In the spirit of giving myself a break, I have decided to hit pause on my blog and repost some of my favorite material for the last ten days of the year.
The people who walked in darkness
have seen a great light;
upon those who dwelt in the land of gloom
a light has shone.
You have brought them abundant joy
and great rejoicing,
as they rejoice before you as at the harvest,
as people make merry when dividing spoils.
For the yoke that burdened them,
the pole on their shoulder,
and the rod of their taskmaster
you have smashed, as on the day of Midian.
For every boot that tramped in battle,
every cloak rolled in blood,
will be burned as fuel for flames. – Isaiah 9: 1-5
Last night, as I sat at the midnight-now-10-pm mass, my second mass of four over this feast, surrounded by poinsettia and wearing jewelry that makes me think of my family, Isaiah 9: 5 jolted me out of my tired, carol-soaked mindlessness just before I headed up to the ambo to sing a peppy psalm.
Every boot that tramped in battle, every cloak rolled in blood... I wouldn’t be the first person to comment on the domestication of the Scripture. I’m not an expert on the prophetic books, and like too many people who have studied Scripture I feel like that precludes me from being moved by passages I don’t know inside and out. That verse was so rich that I couldn’t help but be shocked – cloaks rolled in blood, boots stomping through warfare: where can the promised one meet us if we don’t know such experiences?
“The Spirit of the Lord is upon me, because he has anointed me to bring glad tidings to the poor. He has sent me to proclaim liberty to captives and recovery of sight to the blind, to let the oppressed go free,and to proclaim a year acceptable to the Lord.” – Luke 4: 18-19
If what we celebrate today – the coming of God into the world as a human like us – is tied up with this message of liberation, what does it have to offer us who have not been oppressed. It’s trendy to say that we need to be spiritually liberated, or that we are oppressed by our own bad attitudes, but that reads a lot into the message that Isaiah is drenched in: that God is on the side of those who suffer and has come to suffer with them.
In a realistic assessment, my life has seen a share of suffering, but nothing like the suffering of those in Isaiah or Jesus’ historical contexts. I wore pearls to mass last night and was well compensated for singing in a warm, neat church and being highly praised afterward. How can I hear the message of deliverance when I’m not quite convinced there is anything from which I need to be delivered? And if I don’t practice the art of being reliant on God for salvation, how will I know to whom to turn when I know need?
Christ came in an unexpected form to raise up those who are lowly, to cast the mighty from their thrones, to set captives free. How do we welcome the unexpected when we live expected lives? I am blessed that the times I have known brokenness my heart has turned to faith and hope in my need. That inclination did not come through my own virtue but through grace. That I have never had a boot that tramped in battle or a cloak rolled in blood is also a sign of my blessedness, but it leaves me at times unable to hear the message – or perhaps just unable to hold it in my heart.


What is needed
Your answer is to be the exact text of the lines from the one containing "At what (x,y)" through the final line of the entries, restated in full, with pictures omitted.

Dataset extract
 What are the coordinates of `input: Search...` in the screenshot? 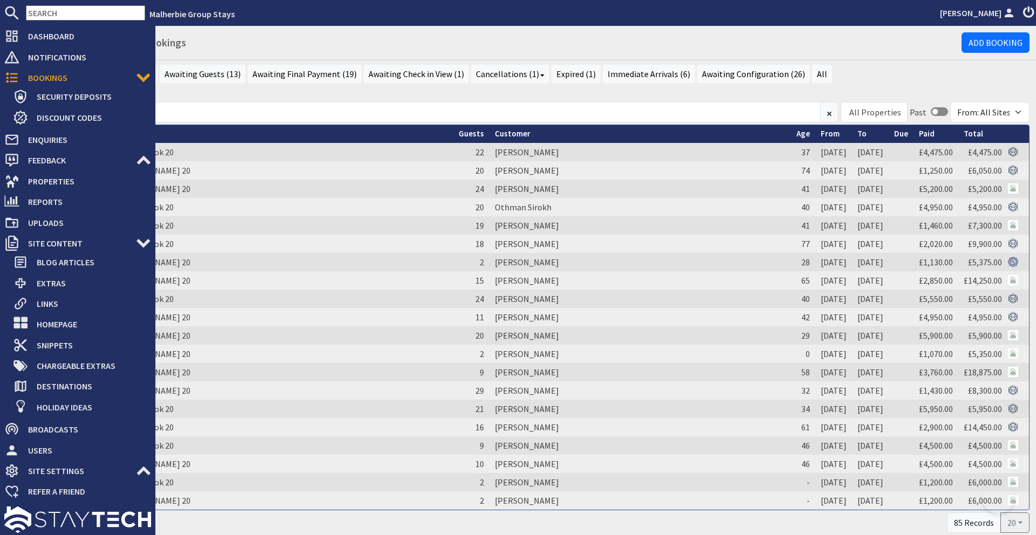 It's located at (426, 112).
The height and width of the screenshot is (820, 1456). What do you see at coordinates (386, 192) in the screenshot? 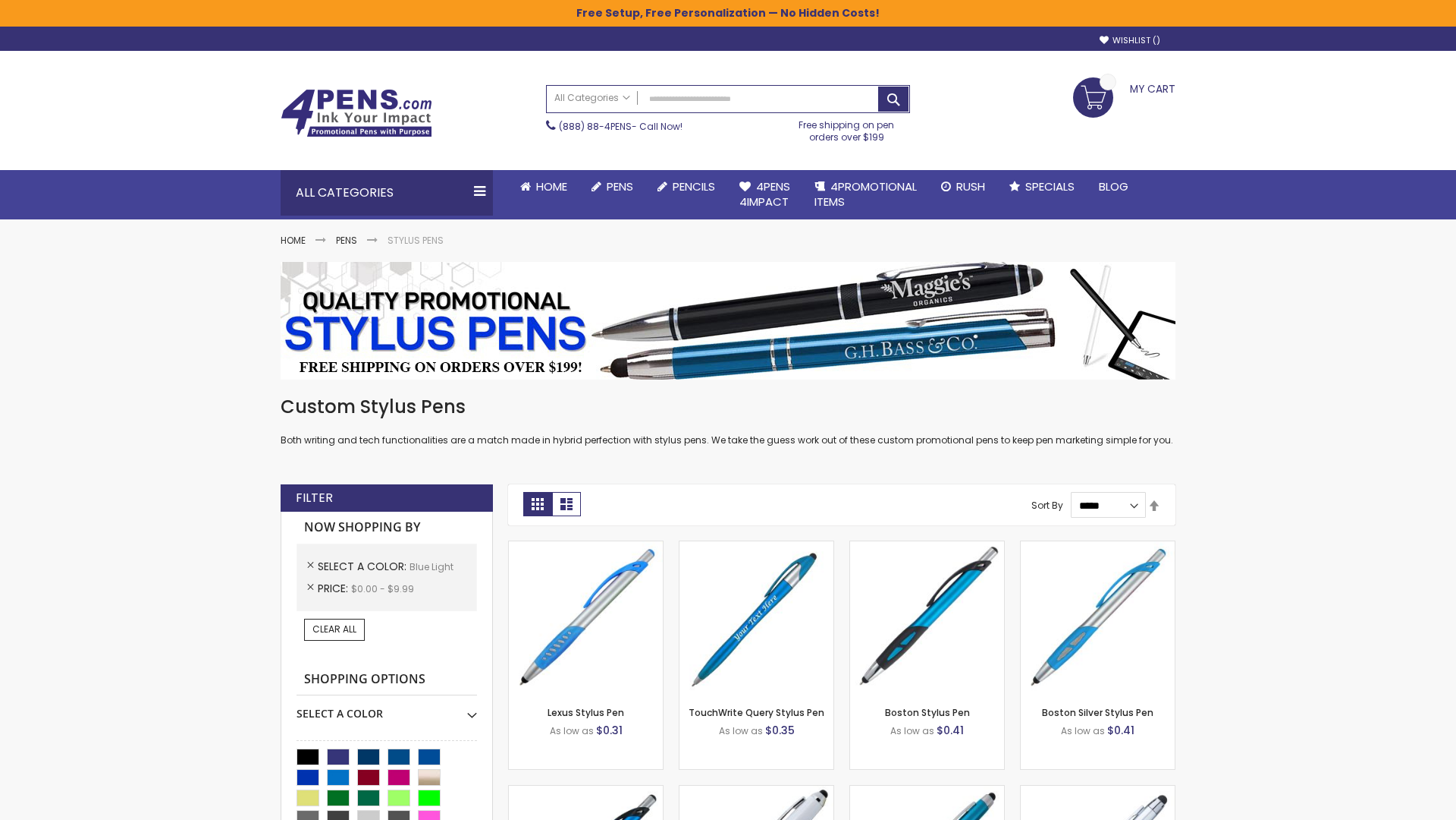
I see `div: All Categories` at bounding box center [386, 192].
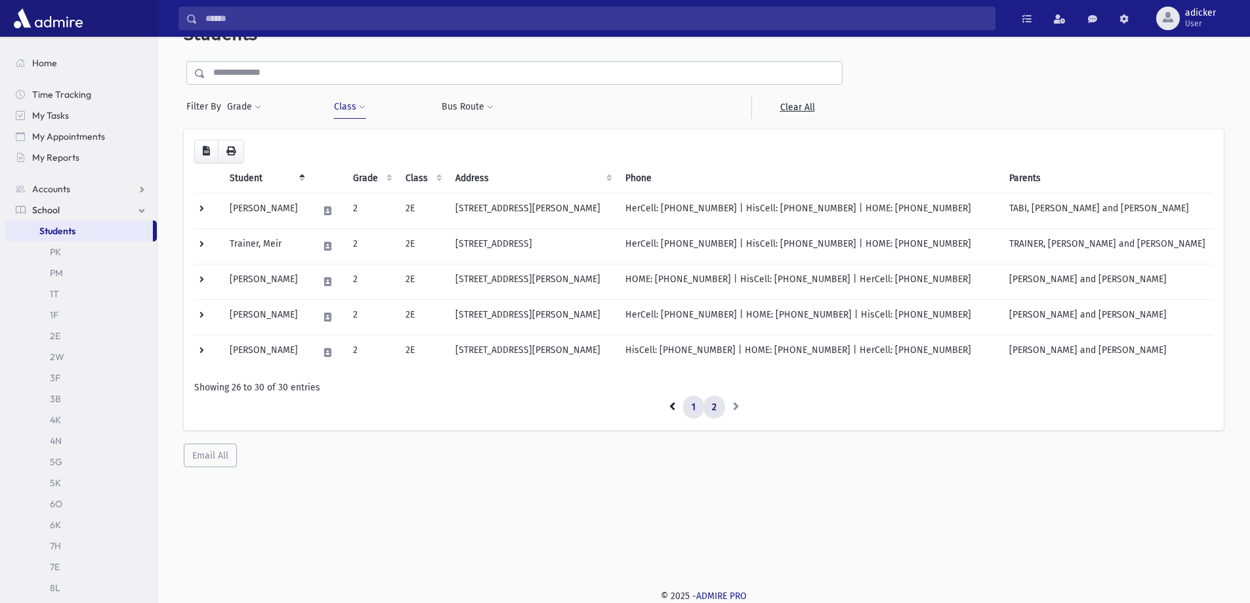 The image size is (1250, 603). What do you see at coordinates (206, 106) in the screenshot?
I see `span: Filter By` at bounding box center [206, 106].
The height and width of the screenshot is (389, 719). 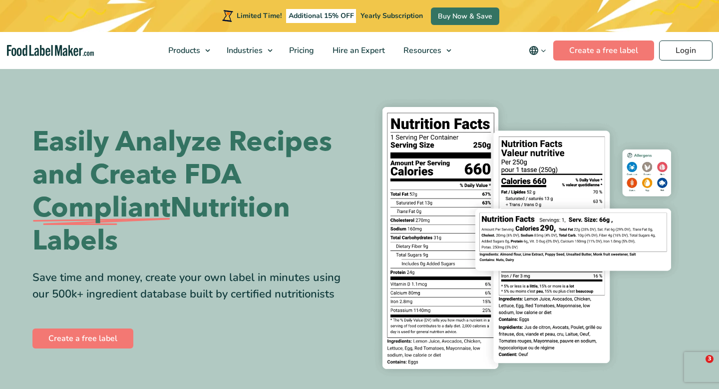 I want to click on a: Industries, so click(x=248, y=50).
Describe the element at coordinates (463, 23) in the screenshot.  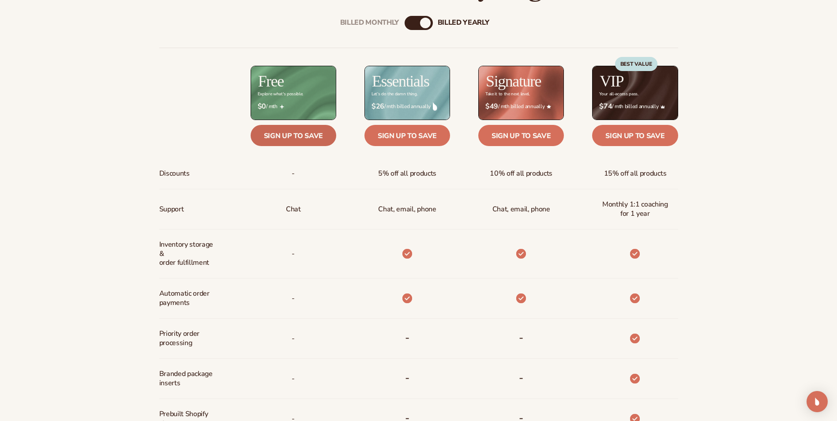
I see `div: billed Yearly` at that location.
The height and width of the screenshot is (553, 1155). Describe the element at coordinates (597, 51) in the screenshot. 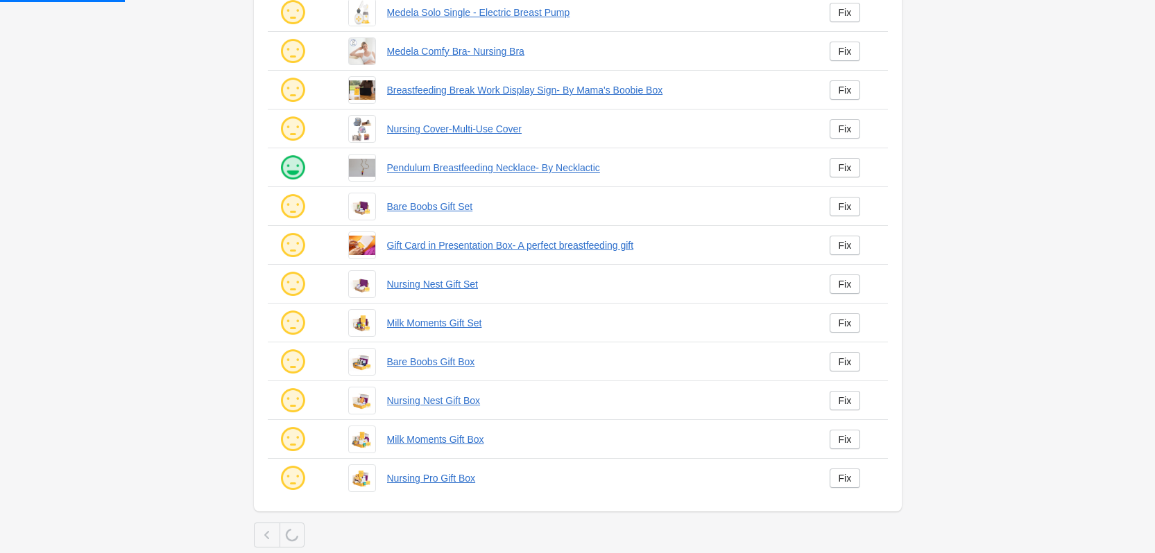

I see `a: Medela Comfy Bra- Nursing Bra` at that location.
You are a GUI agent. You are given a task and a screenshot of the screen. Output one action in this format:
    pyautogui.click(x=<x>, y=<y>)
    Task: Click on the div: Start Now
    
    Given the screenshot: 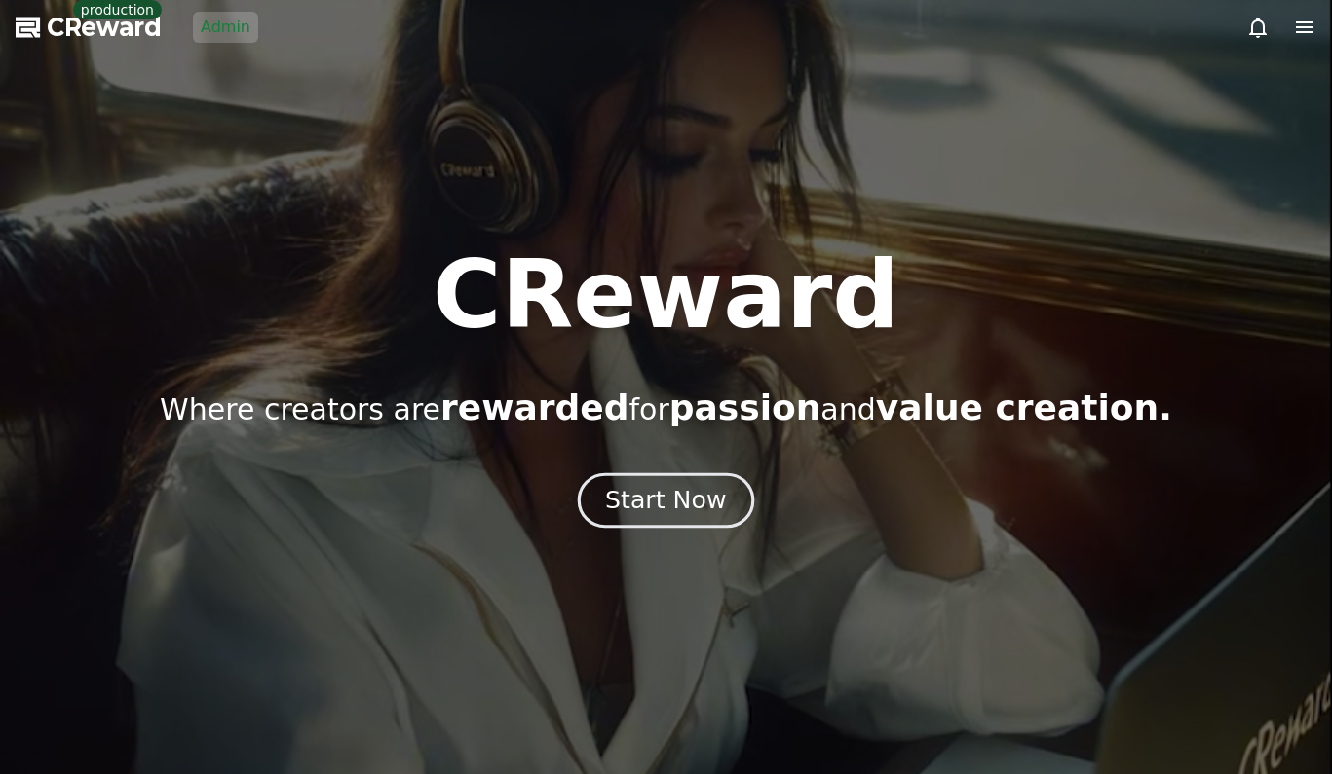 What is the action you would take?
    pyautogui.click(x=665, y=501)
    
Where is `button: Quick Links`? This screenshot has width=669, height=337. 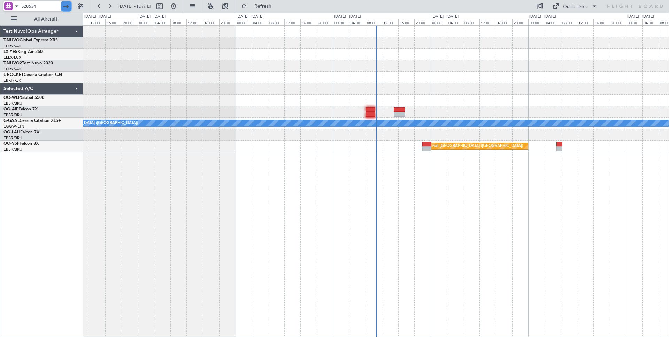 button: Quick Links is located at coordinates (575, 6).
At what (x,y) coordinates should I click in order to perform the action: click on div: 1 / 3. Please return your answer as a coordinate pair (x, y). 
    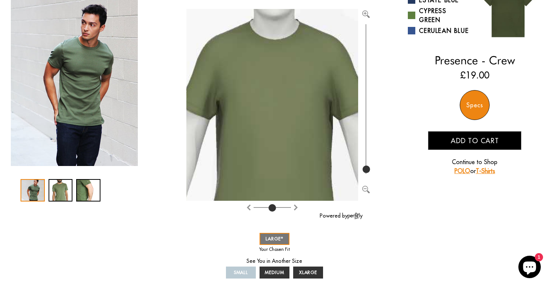
    Looking at the image, I should click on (32, 190).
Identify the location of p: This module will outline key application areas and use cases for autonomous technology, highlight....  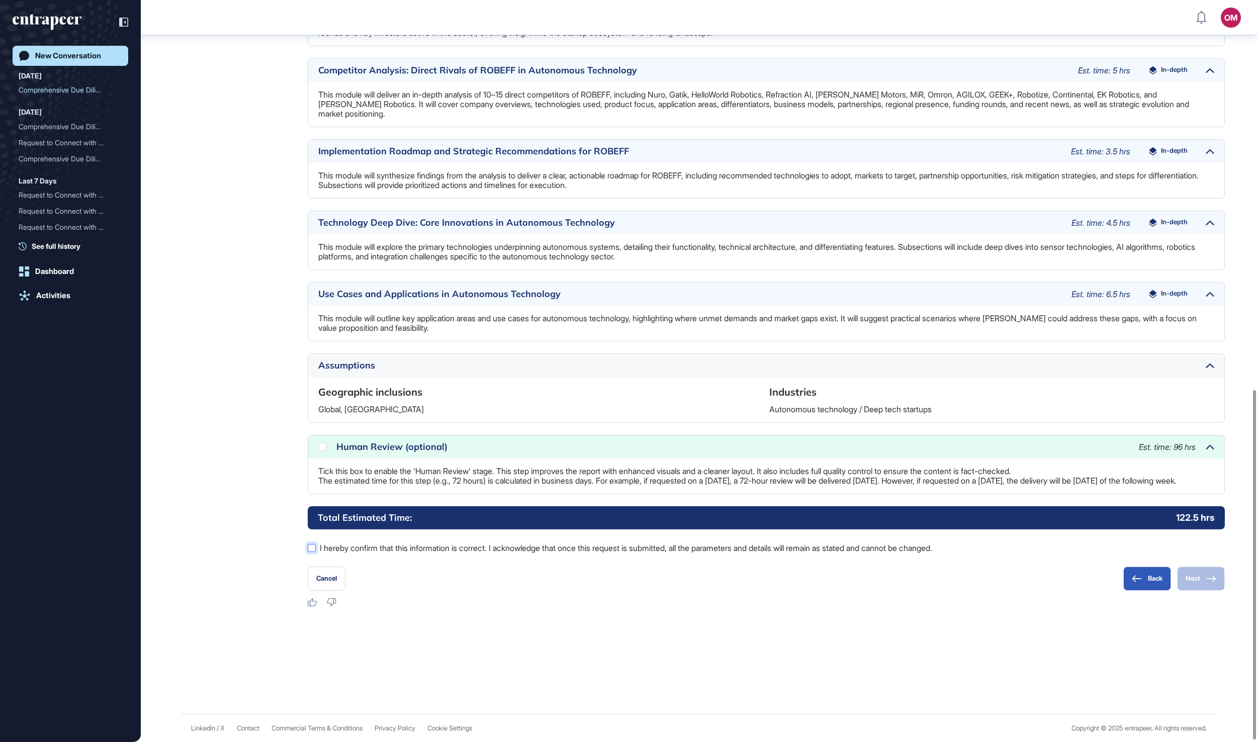
(766, 323).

Exercise response
At what (x,y) coordinates should I click in order to perform the action: click on div: 1 / 3. Please return your answer as a coordinate pair (x, y). 
    Looking at the image, I should click on (32, 190).
Identify the location of p: This module will outline key application areas and use cases for autonomous technology, highlight....  
(766, 323).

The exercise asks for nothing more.